Common mistakes we see on quote reviews
- No topsoil line item. Quotes that lay sod or spray hydroseed directly onto stripped clay subsoil. Both will fail within 2 years. 4 inches of triple-mix is the minimum.
- Wrong season install. Mid-July sod installs without irrigation, or hydroseed sprayed in mid-October. Both burn money. Push to mid-August at the earliest, or wait until next spring.
- No starter fertilizer. Seed and hydroseed need a phosphorus-heavy starter (Ontario regulates lawn phosphorus, but new-establishment is exempt). Without it, germination is slow and patchy.
- Watering once a day in July. Sod and hydroseed need 2 to 3 watering passes daily for the first 3 weeks in summer. Once a day kills the install. Plan irrigation, or do not install in summer.
- Skipping the soil test on rural lots. Old farm land in Flamborough or Niagara can have pH issues that sabotage any install method. A $30 soil test prevents a $4,000 redo.
- Treating hydroseed as a magic trick. It is still seed. Same watering discipline as broadcast seed, just with a head start from the mulch coat.
Frequently asked questions
Can I install sod over my existing dead lawn?
Only if the existing lawn is scuffed up and the soil underneath is at least loamy. If it is compacted clay with thatch, strip it, add 4 inches of triple-mix, then lay sod. Skipping the strip-and-amend step is the single biggest cause of sod failure we see.
Will hydroseed really fill in as thick as sod?
Yes, by year 2, on a well-prepped site with proper watering. Year 1 will look thinner. By the second mowing season you cannot tell the difference between a hydroseeded and a sodded lawn.
How much will my water bill go up during establish?
For a 2,000 sq ft new install in Hamilton, expect $40 to $80 extra on the summer water bill for the 3 to 4 week establish period. Less if you install in cooler shoulder seasons. Worth budgeting for.
Is there a Ontario fertilizer rule I should know about?

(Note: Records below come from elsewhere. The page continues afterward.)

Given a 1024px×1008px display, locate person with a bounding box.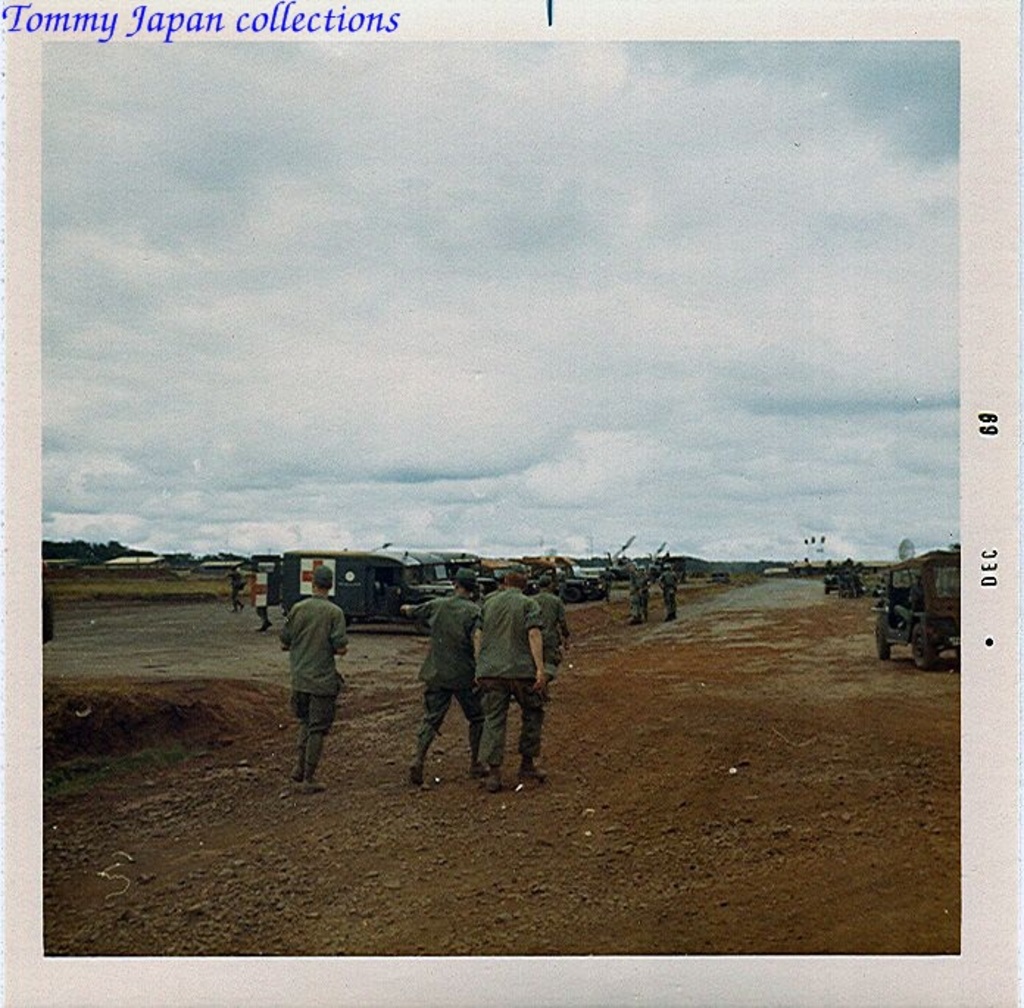
Located: Rect(628, 556, 650, 621).
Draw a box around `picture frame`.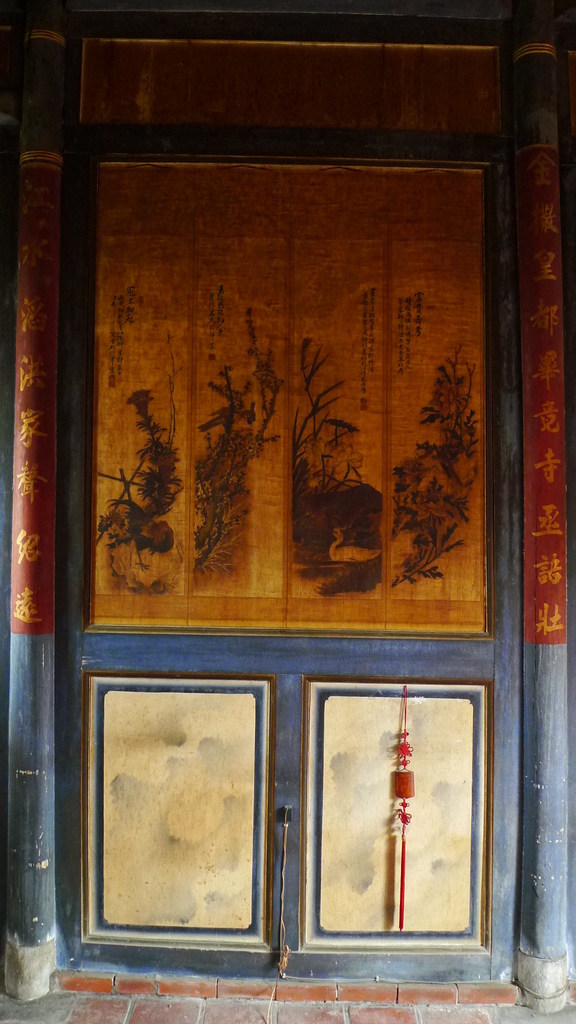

Ontario restricts phosphorus in lawn fertilizer for existing lawns, but new-lawn establishment is exempt. Starter fertilizer with phosphorus is legal and recommended for the first application only.
What blend should I pick?
Kentucky bluegrass for classic full-sun front yards. Tall fescue blend for drought tolerance and lower water bills. Shade blend if more than half the lawn gets under 4 hours of direct sun. Micro-clover blend for eco-conscious lawns that need less fertilizer.
Can I walk on the lawn after install?
Sod: light traffic at 2 weeks, full use at 4 to 6 weeks. Hydroseed and seed: no traffic for 4 weeks, light traffic at 6 weeks, full use at 8 to 10 weeks. Pets and kids are the most common cause of patchy establish.
Do you do all three methods?
Yes. We sod most front yards, hydroseed acreage and slopes, and seed repairs and overseeds. Most quotes we issue mix two methods on the same property.
Want a real number for your yard? Request a free quote and we will walk the site, check your soil, and recommend the install method (or mix) that fits. For a quick budget estimate, try our sod calculator, and for full per-neighbourhood pricing see the 2026 Ontario sod cost guide.